Is there any way so i can publish uniquely for that server , i did put some limitation but many features in my app are open , so they can make a disk image from server and use it anywhere else ,
Is there any method to use so my web application check if this server is same server ( by hardware id or anything i don’t have any idea ) then start to work !
I saw many codes but they are win forms for generating unique hid , but how can i connect done it with asp .net
EDIT
Could u take a look at this also ,
i am using system.management class
is this reliable i mean are they unique ?

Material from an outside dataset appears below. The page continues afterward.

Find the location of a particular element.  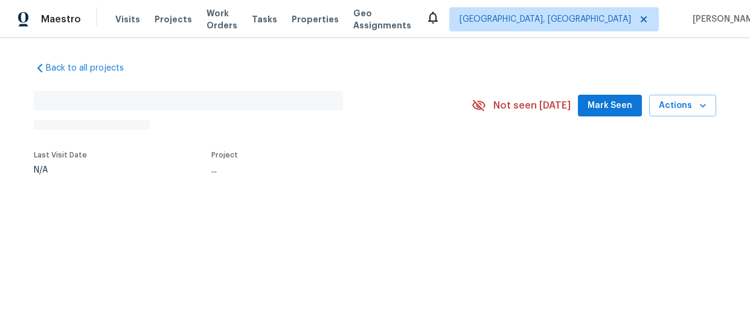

private string GetUniqueID()
{
string cpuInfo = string.Empty;
ManagementClass mc = new ManagementClass("win32_processor");
ManagementObjectCollection moc = mc.GetInstances();
foreach (ManagementObject mo in moc)
{
if (cpuInfo == "")
{
//Get only the first CPU's ID
cpuInfo = mo.Properties["processorID"].Value.ToString();
break;
}
}
ManagementObject dsk = new ManagementObject(@"win32_logicaldisk.deviceid=""" + "C" + @":""");
dsk.Get();
string volumeSerial = dsk["VolumeSerialNumber"].ToString();
string HardWareUniqueID = volumeSerial + cpuInfo;
return HardWareUniqueID;
}
Appreciate your answers,
Thanks in advance
You hae a few choices…
Lock your web site to the single IP address you install it on. To make your life easier, check for that IP in a common page base class. (Note, you could also write HTTP handlers, but the base-class approach is easier.)
Put a ‘phone home’ call in the app that checks with your server every time it’s started up. That way you can check if they have moved it or if multiple instances are running.
Use the built-in licensing features of .NET (the same one third-party developers use for controls, etc.)
The easiest… just put in a time-bomb that lets them test it for a few weeks, then automatically blocks access. Be smart though… persist the last-checked time so you can tell if they’ve rolled back their clock trying to get more usage.
Just make sure to distribute a web application, not a web project so you can distribute your code as a compiled bumary rather than having to ship the code-behind files. That will keep prying eyes out, but does make deployment more a pain since you always have to recompile with every change (as opposed to on-demand compiling.)